Industries
Energy

Refining

We are also experts in refining processes, processing and transport, where we provide solutions for the most severe services with the very highest guarantees of reliability, for applications such as: Catalytic Cracking (FCC, RFCC, DCC), Visbreaking, Hydrocracking, Slurry Hydrocracking, Hydrotreating, Hydro-processing, Solvent De-Asphalting, CDU/VDU, CCR, Steam/Thermal Cracking, Delayed coking, Sulphur recovery, Fly Ash Handling, Coal Gasification, Propane De-Hydrogenation, Thf (Hydroforming), Molecular sieve application, Mesh filter application, Hot tapping, Dryer switching, Compression stations, Pump stations, etc.

The aim of petroleum refining is to distill and separate valuable distillates (naphtha, kerosene, diesel) and atmospheric gas oil (AGO) from the crude feedstock with a complex distillation process. The steps of the process may be defined as follows:

  1. Preheat the crude feed utilizing recovered heat from the product streams.
  2. Desalt and dehydrate the crude using electrostatic enhanced liquid/liquid separation (Desalter).
  3. Heat the crude to the desired temperature using fired heaters.
  4. Flash the crude in the atmospheric distillation column.
  5. Utilize pump-around cooling loops to create internal liquid reflux.
  6. Product draws are on the top, sides, and bottom.

The different process units used in refineries would include the following:

  • Desalter unit: Washes out salt from the crude oil before it enters the atmospheric distillation unit.
  • Crude oil distillation unit: Distills the incoming crude oil into various fractions for further processing in other units.
  • Vacuum distillation unit: Further distills the residue oil from the bottom of the crude oil distillation unit. This is performed below atmospheric pressure.
  • Naphtha hydrotreater unit: Uses hydrogen to desulfurize naphtha from atmospheric distillation. The naphtha must by hydrotreated before being sent to a catalytic reforming unit.
  • Catalytic reforming unit: Converts the desulfurized naphtha molecules into higher-octane molecules to produce reformate, which is a component of the end-product gasoline or petrol. An important byproduct of a reformer is hydrogen released during the catalyst reaction.

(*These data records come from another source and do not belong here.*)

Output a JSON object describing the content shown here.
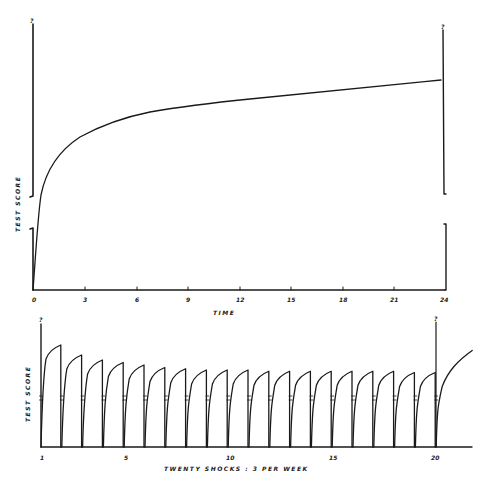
{
  "chart_data": [
    {
      "type": "line",
      "title": "",
      "xlabel": "TIME",
      "ylabel": "TEST SCORE",
      "x_ticks": [
        "0",
        "3",
        "6",
        "9",
        "12",
        "15",
        "18",
        "21",
        "24"
      ],
      "xlim": [
        0,
        24
      ],
      "ylim": "unspecified (axis topped with '?')",
      "y_axis_top_marker": "?",
      "right_axis_top_marker": "?",
      "axis_break": true,
      "grid": false,
      "series": [
        {
          "name": "test score over time",
          "x": [
            0,
            0.5,
            1,
            2,
            3,
            4,
            6,
            9,
            12,
            15,
            18,
            21,
            24
          ],
          "y_relative": [
            0,
            0.36,
            0.52,
            0.63,
            0.68,
            0.71,
            0.74,
            0.76,
            0.78,
            0.8,
            0.82,
            0.84,
            0.86
          ]
        }
      ]
    },
    {
      "type": "line",
      "title": "",
      "xlabel": "TWENTY SHOCKS : 3 PER WEEK",
      "ylabel": "TEST SCORE",
      "x_ticks": [
        "1",
        "5",
        "10",
        "15",
        "20"
      ],
      "xlim": [
        1,
        21.5
      ],
      "y_axis_top_marker": "?",
      "shock20_marker": "?",
      "grid": false,
      "shock_count": 20,
      "series": [
        {
          "name": "peak test score after each shock (relative)",
          "x": [
            1,
            2,
            3,
            4,
            5,
            6,
            7,
            8,
            9,
            10,
            11,
            12,
            13,
            14,
            15,
            16,
            17,
            18,
            19,
            20
          ],
          "y_relative": [
            0.8,
            0.72,
            0.68,
            0.66,
            0.64,
            0.62,
            0.61,
            0.6,
            0.6,
            0.6,
            0.59,
            0.59,
            0.59,
            0.59,
            0.59,
            0.59,
            0.59,
            0.58,
            0.58,
            0.58
          ]
        },
        {
          "name": "recovery after final shock",
          "x": [
            20,
            20.5,
            21,
            21.5
          ],
          "y_relative": [
            0,
            0.45,
            0.56,
            0.64
          ]
        }
      ]
    }
  ],
  "top_chart": {
    "y_label": "TEST SCORE",
    "x_label": "TIME",
    "y_top_marker": "?",
    "right_top_marker": "?",
    "x_ticks": [
      "0",
      "3",
      "6",
      "9",
      "12",
      "15",
      "18",
      "21",
      "24"
    ]
  },
  "bottom_chart": {
    "y_label": "TEST SCORE",
    "x_label": "TWENTY SHOCKS : 3 PER WEEK",
    "y_top_marker": "?",
    "shock20_marker": "?",
    "x_ticks": [
      "1",
      "5",
      "10",
      "15",
      "20"
    ]
  }
}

The hydrogen is used either in the hydrotreaters or the hydrocracker.
  • Alkylation unit: Uses sulfuric acid or hydrofluoric acid to produce high-octane components for gasoline blending.
  • Isomerization unit: Converts linear molecules to higher-octane branched molecules for blending into gasoline or feeding to alkylation units.
  • Distillate hydrotreater unit: Uses hydrogen to desulfurize some of the other distilled fractions from the crude oil distillation unit (such as diesel oil) after the distillation units.
  • Merox (mercaptan oxidizer) or similar units: Desulfurize LPG, kerosene or jet fuel by oxidizing undesired mercaptans to organic disulfides.
  • Amine gas treater, Claus unit, and tail gas treatment: Convert hydrogen sulfide from hydrodesulfurization into elemental sulfur.
  • Fluid Catalytic Cracking (FCC) unit: Upgrades the heavier, higher boiling point fractions from the crude oil distillation by converting them into lighter and lower boiling point, more valuable products such as high-octane gasoline, light fuel oils and olefin-rich light gases (propylene, butylene…).
  • Hydrocracker unit: Uses hydrogen to upgrade heavier fractions from the crude oil distillation and the vacuum distillation units into lighter, more valuable products (naphtha, kerosene, diesel…) in the presence of catalyst beds such as fixed, ebullated and slurry beds.
  • Visbreaker unit: Upgrades heavy residual oils from the vacuum distillation unit by thermally cracking them into lighter, more valuable, lower viscosity products.
  • Delayed coking and fluid coker units: Convert very heavy residual oils into end-product petroleum coke as well as naphtha and diesel oil byproducts.
  • Solvent De-asphalting (SDA) unit: Reduces metal and asphaltene contents of heavy oil cuts before sending them to hydrocracking and hydrotreating units, based on liquid-liquid extraction by using paraffinic solvents.

Discover our Refining valves

AMPO POYAM VALVES has been involved since 1964 in the design and production of highly engineered solutions for the refinery processes, supplying the valves demanded by most critical and challenging applications in this sector.